The breakthrough role Jackie Chan despised: “I hate that, the whole thing, I hate it”

By the time Jackie Chan became a Hollywood movie star in the late 1990s, he had been making action movies in his native Hong Kong for decades. He started his career as an extra and stunt double, then became an action choreographer, and finally found his calling as a leading man. Throughout the ’80s and the early ’90s, Chan starred in wildly successful action comedies such as Police Story and Armour of God. In 1998, though, he finally became a bona fide US star thanks to the first part of a buddy cop trilogy that made more than $800million worldwide. Unfortunately for Chan, it was a buddy cop trilogy that he hated with a passion.

After working with fast-talking comedian Chris Tucker in 1997’s Money Talks, director Brett Ratner had a brainwave. He had seen Chan’s cult 1995 action movie Rumble in the Bronx, which first introduced a section of the US audience to the star’s particular brand of frenetic action, death-defying stunts, and slapstick comedy, and he believed it would mesh well with Tucker’s motormouthed laughs.

The resulting movie, Rush Hour, was the story of two mismatched cops – an LA detective and a visiting Hong Kong cop – who team up to rescue the kidnapped daughter of a Chinese diplomat. The movie was an enormous hit, grossing $244m worldwide on a budget of only $33m. Two sequels followed, and to this day, when most Western audiences think of Chan, they more than likely picture him as Detective Inspector Lee.

Sadly, this has always rankled Chan. Why? Because he’s always been open about how much he hates the Rush Hour movies. You see, he has a complicated relationship with the differences between his American movies and his Hong Kong movies, and Rush Hour is the big, shining example of everything he doesn’t understand about the US market.

In 2007, Chan explained the background of his decision to make Rush Hour the first place. In essence, he was talked into it. He revealed, “I’d lost confidence in the American market. I don’t know what American audiences like. My manager begged me to do it until I proved the audience doesn’t like these kinds of movies, or they don’t like you.”

According to Chan, he was effectively a one-man show in his Hong Kong movies. When it came to shooting the action and stunts, he was an actor, choreographer, stuntman, cinematographer, director of photography, and director all rolled into one. In America, though, he didn’t have control over any of this. An exasperated Chan complained, “I hate the American system. I cannot move the table. I cannot move the dolly. I’m the stunt coordinator; I cannot put my camera angle because that’s the DP…The DP is not the action director! How can he know my angle?”

Chan also found that American movies were the inverse of his Hong Kong films in terms of how much time was dedicated to action and dialogue scenes. In America, action sequences would be allotted one day of shooting, while dialogue scenes would get five. In Hong Kong, the opposite was true. He explained, “When I’m making an action film in Asia, three months for a five-minute fight scene. Dialogue, one day. It’s totally different.”

The martial arts genius also admitted that he simply didn’t understand why Rush Hour was funny. For example, he had no clue what was going on in the popular scene where he and Tucker sang the classic Edwin Starr song ‘War’ while bobbing their heads. He didn’t know the song and simply had to rely on Tucker to teach him the lyrics, insisting that it would be funny in the final edit. When he saw the scene, Chan confessed to thinking, “That’s it, my career is finished.”

It was to Chan’s eternal shock, then, that Rush Hour became such a big hit. He chuckled, “I go back to Asia, I tell all my friends how I hate the American system, and I hate Rush Hour. Boom, I get a phone call, big success.”

While the popularity of Rush Hour still baffles Chan to a certain extent, he has admitted that it probably all boils down to cultural differences. In 2002, he told Crosswalk magazine that he began to realise, “Okay, I still have Chinese mind. I have ‘hometown’ mind. I don’t get American culture or American dialogue.”

Chan subsequently altered his mindset when working in the US, deciding to trust co-stars like Tucker and Shanghai Noon’s Owen Wilson to take care of him. He smiled, “I realise, okay, anything I think not funny, means it’s funny.”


- _WHAT IS REQUIRED_
One number should be the full reply: how many lines of the material below contain "card".

- _RECORDS SUPPLIED_
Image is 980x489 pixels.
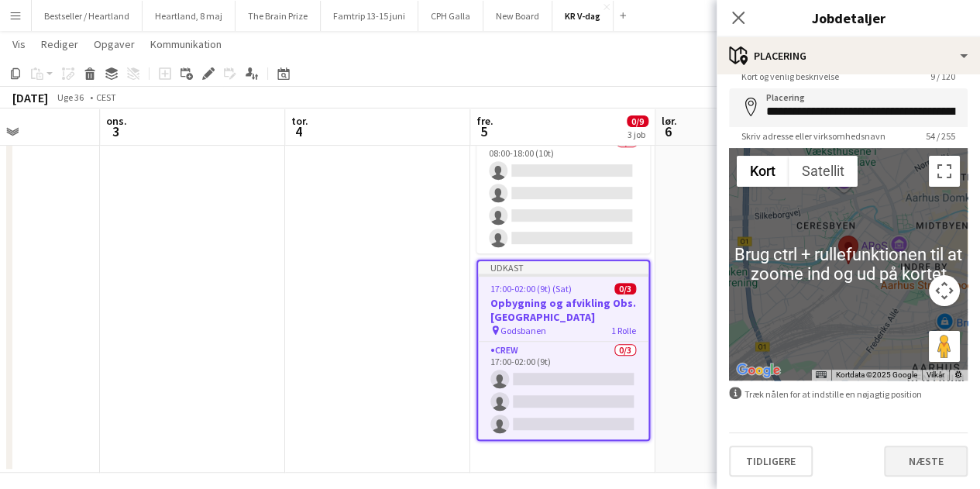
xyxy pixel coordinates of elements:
span: fre. [476,114,493,128]
span: lør. [662,114,677,128]
button: New Board [484,1,553,31]
span: Skriv adresse eller virksomhedsnavn [729,130,898,142]
span: 5 [475,122,493,140]
app-job-card: Udkast17:00-02:00 (9t) (Sat)0/3Opbygning og afvikling Obs. [GEOGRAPHIC_DATA] Godsbanen1 RolleCrew... [476,260,650,441]
span: Vis [12,37,26,51]
span: 4 [289,122,309,140]
button: Tastaturgenveje [816,370,827,381]
button: Træk Pegman hen på kortet for at åbne Street View [929,331,960,362]
div: Placering [717,37,980,75]
button: Bestseller / Heartland [32,1,143,31]
a: Vilkår [927,370,945,379]
div: Udkast [478,261,649,273]
span: tor. [291,114,309,128]
a: Åbn dette området i Google Maps (åbner i et nyt vindue) [733,360,784,381]
span: Godsbanen [500,325,547,336]
button: KR V-dag [553,1,614,31]
button: Heartland, 8 maj [143,1,236,31]
span: 9 / 120 [918,70,968,83]
span: 54 / 255 [914,130,968,142]
a: Opgaver [88,34,141,54]
div: CEST [96,91,116,103]
button: Famtrip 13-15 juni [321,1,419,31]
app-job-card: Udkast08:00-18:00 (10t)0/4Opbygningsvagt OBS i [GEOGRAPHIC_DATA] Godsbanen1 RolleOpbygning0/408:0... [476,52,650,254]
button: Næste [885,445,968,476]
span: Kommunikation [150,37,222,51]
div: Træk nålen for at indstille en nøjagtig position [729,387,968,401]
a: Vis [6,34,32,54]
button: Styringselement til kortkamera [929,275,960,306]
span: 0/3 [615,283,636,295]
button: Vis satellitbilleder [789,156,858,186]
span: 17:00-02:00 (9t) (Sat) [491,283,572,295]
span: Rediger [41,37,78,51]
div: 3 job [628,129,648,140]
img: Google [733,360,784,381]
a: Rediger [35,34,84,54]
app-card-role: Crew0/317:00-02:00 (9t) [478,342,649,439]
a: Kommunikation [144,34,228,54]
span: Kort og venlig beskrivelse [729,70,852,83]
span: 3 [104,122,127,140]
span: Kortdata ©2025 Google [836,370,917,379]
span: 6 [659,122,677,140]
button: The Brain Prize [236,1,321,31]
div: [DATE] [12,90,48,106]
span: 0/9 [627,115,649,127]
span: 1 Rolle [611,325,636,336]
button: Vis vejkort [737,156,789,186]
span: Opgaver [94,37,135,51]
h3: Opbygning og afvikling Obs. [GEOGRAPHIC_DATA] [478,296,649,324]
app-card-role: Opbygning0/408:00-18:00 (10t) [476,133,650,254]
a: Rapporter fejl i vejkortet eller billederne til Google [954,370,964,379]
span: Uge 36 [51,91,90,103]
h3: Jobdetaljer [717,8,980,28]
button: CPH Galla [419,1,484,31]
span: ons. [107,114,127,128]
button: Tidligere [729,445,813,476]
button: Slå fuld skærm til/fra [929,156,960,186]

- _REPLY_
4